This article inaugurates a new “tooling” section that I’ve created to deliver programmatic content to drive your investments. The topic of today is a stock market API that allows you to automate your stocks search: a way to filter the companies you like based on criteria you’ve defined. Also, remember to subscribe to our free newsletter if you like the article.
1. First, let’s define a “stable dividend-payer”
An easy scriptable way to define a “stable” stock is to use a concept called beta. The beta of a stock is a measure of how an individual stock moves with respect to the overall stock market. If the beta is above 1, it’s more volatile than the market. If it’s below 1, it’s less volatile than the market.
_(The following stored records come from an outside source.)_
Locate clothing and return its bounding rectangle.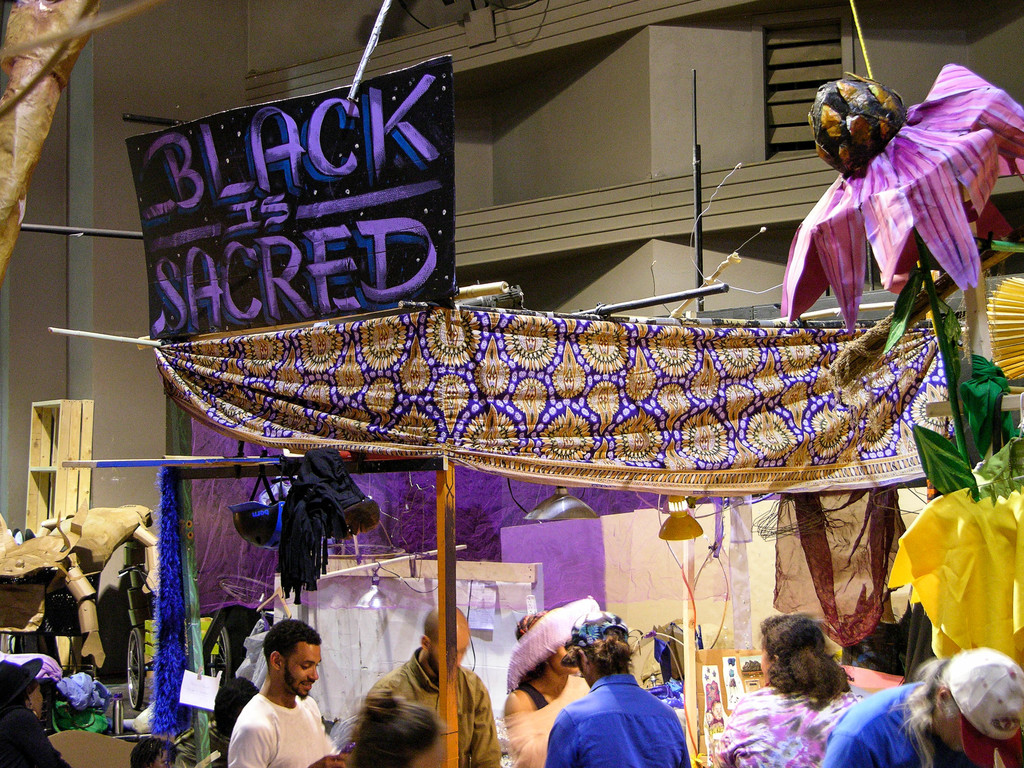
bbox=[822, 680, 969, 767].
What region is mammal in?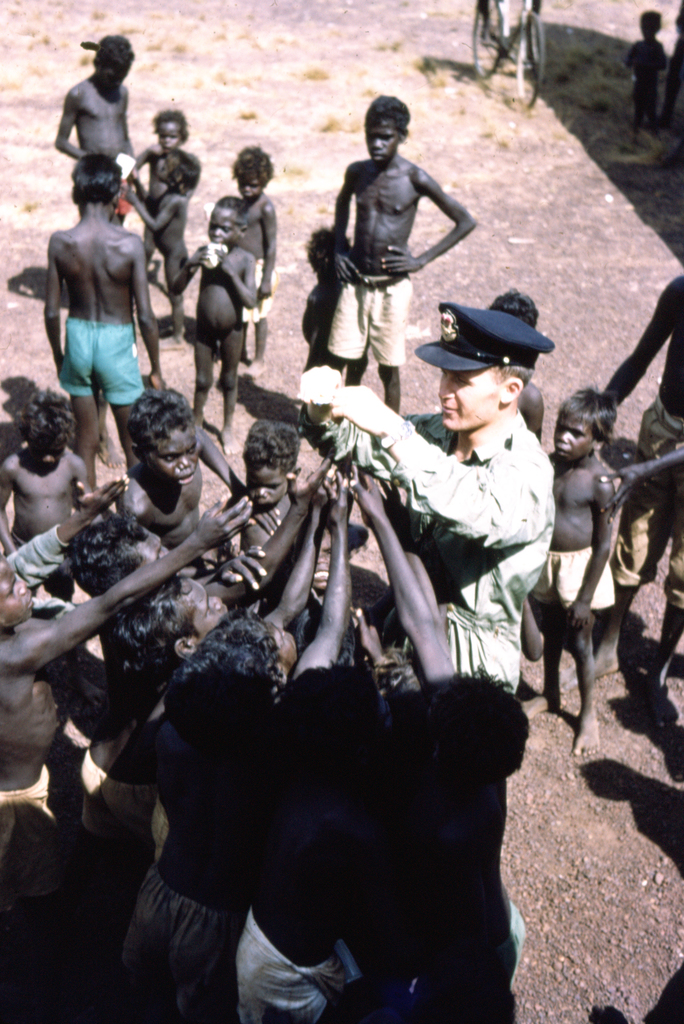
<region>352, 475, 532, 1023</region>.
Here, we want the stock to be “stable” with low volatility; thus, we select a beta between 0.1 and 0.5, based on the last 5 years.
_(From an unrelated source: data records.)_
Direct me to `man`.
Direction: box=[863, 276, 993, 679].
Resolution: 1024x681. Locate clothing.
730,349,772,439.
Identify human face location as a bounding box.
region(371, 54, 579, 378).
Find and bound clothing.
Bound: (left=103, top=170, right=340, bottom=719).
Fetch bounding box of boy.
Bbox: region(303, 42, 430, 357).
2. Now, let’s use the FMP API to find all of these companies in a blink
First, you will need to get yourself an API key and create an account here. Once done, your key will appear here:
Then, you can use the Stock Screener API with your freshly generated key to search for “dividend-payers” that are “safe“. This will simply be a URL to type into your browser. Let’s start with the base of the URL:
If you want companies paying dividends, with a non-volatile track-record, add it to the URL, including your private key:
If you press enter in your browser, you end up with a list of companies matching your criteria:
3. Finally, we pick the top-3 by market capitalization
Now let’s assume you want to target the 3 largest companies in that subset because you think they will be the safest. Then let me do a bit of Python magic on this list of companies:
In this scenario, your 3 winners are: Tencent, Walmart and Nestle.
3. Conclusion
We’ve shown how to find large and stable dividend-payers with a one-liner using the FMP API and the results are:
As you can see, the API is very flexible to automate your stocks search: unlike stock screeners with an interface that forces you to use only specific operations, you can call a myriad of requests and build immense testing plans the way you fancy them with a bit of scripting. It’s also a great source to synchronise your local data lake and train machine learning (prediction or inference) models. I hope this article has taught you something and that you will put this API into your data-driven investor bag! Take care, Clem
Disclaimer: as usual, this is not financial advice, just sharing a tool I like.